None of the churches I have ever served have done much with the seven last words Jesus speaks from the cross. It wasn’t a focus in that most holiest of weeks before resurrection comes again.
It hasn’t been a place I’ve paused a reflected much before but this video by the amazing Jan Richardson caught my eye again this year.
It made me wonder about all of the words that have gone unsaid and the words that we so wish we had said to our children and loved ones before it was too late. Thoughts and prayers that haven’t risen to become the policy and change we actually need. Words of love and blessing that could have been said but were never said.
There are so many reasons. We overthink things. We doubt our words have any power and sometimes we just aren’t brave enough to say the hard thing that really does need to be said. So instead, we might say the wrong words. We hurt those we love.
We cause harm even when we don’t think our words matter. Oh, but they do. Words matter.
Words like forgiveness and thirst.
Words that ask for help and wonder why this has to be the way it is.
Words that search for connection when everything feels shattered.
More often than not, I crave silence. I want to escape all of the chatter and noise to find my center in God but as Holy Week approaches again, I am thinking about that words are important for me to voice. I’ve tried putting these words into prayer but every attempt I make turns to these lyrics and so I enter in Holy Week in song.
However you enter Holy Week this year, may you enter with wonder and bright hope. May the good news of resurrection become real for you again, dear one, and may your full voice proclaim its power again and again.
I tried to find my own words after the shooting in Nashville but nothing that I could muster compared to the power of this dangerous prayer.
Their music gave me comfort during the pandemic and I love that the Many is offering this space to pray through the stations of the cross this year. It will guide my Holy Week this year.
Though this essay is five years old, Donna Schaper has got me thinking about the metaphor of life and death in Easter. There is so much that I want to ponder in this short essay.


*Aim of the exercise*
In the entries below, find each line with the string "Cost" and copy it.

##### Exercise data #####

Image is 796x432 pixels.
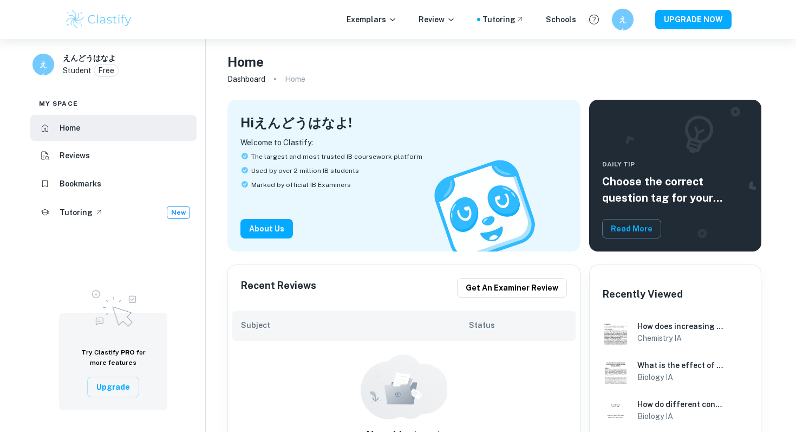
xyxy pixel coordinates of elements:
a: Home [30,115,197,141]
img: Chemistry IA example thumbnail: How does increasing the temperature affe [603,319,629,345]
button: UPGRADE NOW [655,10,732,29]
a: Schools [546,14,576,25]
h6: Reviews [60,150,90,161]
h6: えん [617,14,629,25]
a: Bookmarks [30,171,197,197]
img: Clastify logo [64,9,133,30]
img: Biology IA example thumbnail: What is the effect of the Aspergillus sp [603,358,629,384]
h6: How does increasing the temperature affect the vitamin C concentration, in moldm-3, of lemon juic... [638,320,724,332]
span: Used by over 2 million IB students [251,166,359,176]
button: えん [612,9,634,30]
h6: Subject [241,319,470,331]
a: TutoringNew [30,199,197,226]
p: Free [98,64,114,76]
a: Chemistry IA example thumbnail: How does increasing the temperature affeHow does increasing the t... [599,315,752,349]
h6: Recent Reviews [241,278,316,297]
img: Biology IA example thumbnail: How do different concentrations of ethan [603,397,629,423]
p: Student [63,64,92,76]
h5: Choose the correct question tag for your coursework [602,173,749,206]
h6: Home [60,122,80,134]
span: New [167,207,190,217]
h4: Hi えんどうはなよ ! [241,113,352,132]
span: The largest and most trusted IB coursework platform [251,152,423,161]
h6: Chemistry IA [638,332,724,344]
img: Upgrade to Pro [86,283,140,330]
button: Upgrade [87,376,139,397]
p: Exemplars [347,14,397,25]
h6: How do different concentrations of [MEDICAL_DATA], C2H5OH (0%, 7.5% 15%, 30%, 60%) affect the per... [638,398,724,410]
h4: Home [228,52,264,72]
h6: えんどうはなよ [63,52,116,64]
h6: Bookmarks [60,178,101,190]
a: Biology IA example thumbnail: What is the effect of the Aspergillus spWhat is the effect of the [... [599,354,752,388]
button: About Us [241,219,293,238]
a: Biology IA example thumbnail: How do different concentrations of ethanHow do different concentrat... [599,393,752,427]
h6: Status [469,319,567,331]
a: Tutoring [483,14,524,25]
h6: Biology IA [638,410,724,422]
h6: Recently Viewed [603,287,683,302]
button: Help and Feedback [585,10,603,29]
h6: Try Clastify for more features [72,347,154,368]
a: Reviews [30,143,197,169]
span: Marked by official IB Examiners [251,180,351,190]
button: Read More [602,219,661,238]
h6: Biology IA [638,371,724,383]
p: Welcome to Clastify: [241,137,568,148]
h6: Tutoring [60,206,93,218]
p: Review [419,14,456,25]
a: Dashboard [228,72,265,87]
button: Get an examiner review [457,278,567,297]
p: Home [285,73,306,85]
span: My space [39,99,78,108]
span: Daily Tip [602,159,749,169]
h6: えん [37,59,50,70]
h6: What is the effect of the [MEDICAL_DATA] species present (A. luchuensis and [PERSON_NAME] luchuen... [638,359,724,371]
span: PRO [121,348,135,356]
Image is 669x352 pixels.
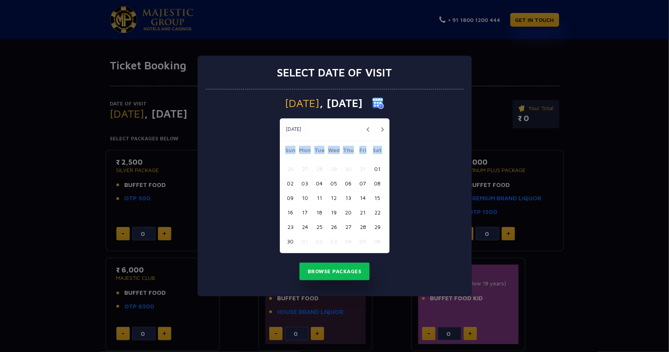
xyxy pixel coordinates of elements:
[356,191,370,205] button: 14
[356,234,370,249] button: 05
[327,205,341,220] button: 19
[341,146,356,157] span: Thu
[356,205,370,220] button: 21
[327,146,341,157] span: Wed
[298,234,312,249] button: 01
[327,161,341,176] button: 29
[372,97,384,109] img: calender icon
[356,161,370,176] button: 31
[356,146,370,157] span: Fri
[370,161,385,176] button: 01
[312,205,327,220] button: 18
[356,176,370,191] button: 07
[370,191,385,205] button: 15
[282,123,306,135] button: [DATE]
[312,161,327,176] button: 28
[312,220,327,234] button: 25
[312,234,327,249] button: 02
[298,191,312,205] button: 10
[298,161,312,176] button: 27
[283,220,298,234] button: 23
[283,205,298,220] button: 16
[285,98,320,109] span: [DATE]
[312,191,327,205] button: 11
[356,220,370,234] button: 28
[320,98,363,109] span: , [DATE]
[341,161,356,176] button: 30
[341,176,356,191] button: 06
[341,205,356,220] button: 20
[298,220,312,234] button: 24
[370,205,385,220] button: 22
[327,191,341,205] button: 12
[341,234,356,249] button: 04
[298,176,312,191] button: 03
[312,146,327,157] span: Tue
[277,66,392,79] h3: Select date of visit
[341,191,356,205] button: 13
[298,205,312,220] button: 17
[327,234,341,249] button: 03
[327,176,341,191] button: 05
[298,146,312,157] span: Mon
[299,263,370,281] button: Browse Packages
[312,176,327,191] button: 04
[341,220,356,234] button: 27
[370,176,385,191] button: 08
[283,191,298,205] button: 09
[327,220,341,234] button: 26
[370,220,385,234] button: 29
[370,146,385,157] span: Sat
[370,234,385,249] button: 06
[283,146,298,157] span: Sun
[283,234,298,249] button: 30
[283,176,298,191] button: 02
[283,161,298,176] button: 26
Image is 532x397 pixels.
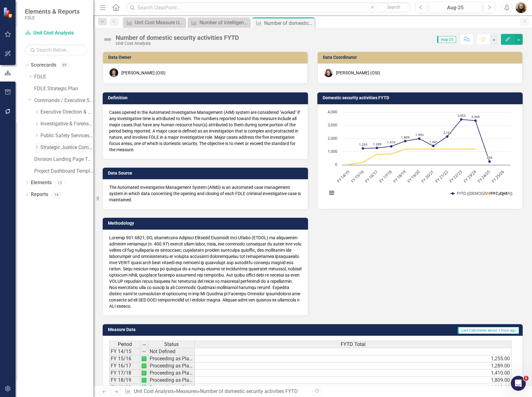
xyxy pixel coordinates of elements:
a: Public Safety Services Command [41,132,93,140]
a: Elements [31,179,52,186]
path: FY 20/21, 1,441. FYTD (Sum). [432,144,434,147]
button: Search [378,3,409,12]
a: Reports [31,191,48,198]
h3: Measure Data [108,327,235,332]
text: 0 [335,162,337,167]
text: 2,000 [328,135,337,141]
text: FY 16/17 [364,169,379,184]
text: 1,441 [429,140,437,144]
a: Number of intelligence reports that address a priority information need [189,18,248,27]
div: 14 [51,192,61,197]
text: FY 20/21 [420,169,435,184]
text: FY 23/24 [462,169,478,184]
path: FY 16/17, 1,289. FYTD (Sum). [376,146,378,149]
span: Elements & Reports [25,8,80,15]
td: 1,410.00 [195,370,511,377]
h3: Domestic security activities FYTD [323,95,519,100]
img: AUsQyScrxTE5AAAAAElFTkSuQmCC [141,370,146,375]
path: FY 17/18, 1,410. FYTD (Sum). [390,145,392,148]
img: ClearPoint Strategy [3,7,14,18]
text: 256 [487,155,492,159]
text: FY 24/25 [476,169,491,184]
div: Aug-25 [431,4,480,12]
div: Number of intelligence reports that address a priority information need [199,18,248,27]
a: Measures [176,388,198,394]
h3: Data Coordinator [323,55,519,60]
img: AUsQyScrxTE5AAAAAElFTkSuQmCC [141,363,146,368]
td: 1,289.00 [195,362,511,370]
td: Not Defined [149,348,195,355]
td: FY 14/15 [109,348,140,355]
td: 1,255.00 [195,355,511,362]
input: Search Below... [25,45,87,55]
text: 3,000 [328,122,337,127]
img: Not Defined [103,35,113,45]
div: Unit Cost Measure Updater [135,18,184,27]
a: Unit Cost Measure Updater [124,18,184,27]
h3: Definition [108,95,305,100]
td: Proceeding as Planned [149,370,195,377]
td: 1,809.00 [195,377,511,384]
a: FDLE Strategic Plan [34,85,93,92]
div: 69 [59,63,69,68]
img: 8DAGhfEEPCf229AAAAAElFTkSuQmCC [141,349,146,354]
img: AUsQyScrxTE5AAAAAElFTkSuQmCC [141,378,146,383]
div: Chart. Highcharts interactive chart. [324,109,516,203]
span: Last Calculated about 1 hour ago [457,327,519,334]
p: Loremip 901.6821, DO, sitametcons Adipisci Elitsedd Eiusmodt Inci Utlabo (ETDOL) ma aliquaenim ad... [109,235,302,309]
path: FY 19/20, 1,993. FYTD (Sum). [418,137,420,140]
button: Show FYTD (Sum) [451,190,478,196]
text: 3,453 [457,113,465,117]
div: [PERSON_NAME] (OSI) [121,70,166,76]
text: 1,255 [359,142,367,146]
text: FY 15/16 [350,169,365,184]
td: Proceeding as Planned [149,384,195,391]
text: 4,000 [328,109,337,114]
a: Investigative & Forensic Services Command [41,120,93,127]
img: Linda Infinger [324,68,333,77]
text: 1,809 [401,135,409,140]
span: Period [118,342,132,347]
div: Number of domestic security activities FYTD [264,19,313,27]
text: FY 22/23 [448,169,463,184]
path: FY 24/25, 256. FYTD (Sum). [488,160,491,162]
p: The Automated Investigative Management System (AIMS) is an automated case management system in wh... [109,184,302,203]
td: Proceeding as Planned [149,362,195,370]
button: Aug-25 [428,2,482,13]
button: Show FY Target [484,190,508,196]
a: Scorecards [31,62,56,69]
text: 2,162 [443,131,451,135]
td: FY 17/18 [109,370,140,377]
a: Commands / Executive Support Branch [34,97,93,104]
td: Proceeding as Planned [149,377,195,384]
text: FY 19/20 [406,169,421,184]
span: FYTD Total [341,342,365,347]
a: Unit Cost Analysis [134,388,174,394]
img: AUsQyScrxTE5AAAAAElFTkSuQmCC [141,356,146,361]
text: 1,000 [328,149,337,154]
a: FDLE [34,73,93,81]
text: FY 21/22 [434,169,449,184]
text: 3,369 [471,114,480,119]
small: FDLE [25,15,80,20]
svg: Interactive chart [324,109,514,203]
text: 1,289 [373,142,381,146]
img: AUsQyScrxTE5AAAAAElFTkSuQmCC [141,385,146,390]
div: Cases opened in the Automated Investigative Management (AIM) system are considered "worked" if an... [109,109,302,153]
text: 1,410 [387,140,395,144]
path: FY 21/22, 2,162. FYTD (Sum). [446,135,448,137]
div: Unit Cost Analysis [116,41,239,46]
span: 5 [523,376,528,381]
iframe: Intercom live chat [511,376,526,391]
h3: Data Source [108,171,305,176]
td: FY 18/19 [109,377,140,384]
div: [PERSON_NAME] (OSI) [336,70,380,76]
a: Unit Cost Analysis [25,30,87,37]
path: FY 15/16, 1,255. FYTD (Sum). [362,147,364,149]
span: Status [164,342,179,347]
h3: Methodology [108,221,305,226]
text: FY 14/15 [336,169,351,184]
img: Jennifer Siddoway [515,2,527,13]
a: Project Dashboard Template [34,167,93,175]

#####

*Your response*
div: Unit Cost Measure Updater [135,18,184,27]
a: Unit Cost Measure Updater [124,18,184,27]
a: Unit Cost Analysis [134,388,174,394]
div: Unit Cost Analysis [116,41,239,46]
a: Unit Cost Analysis [25,30,87,37]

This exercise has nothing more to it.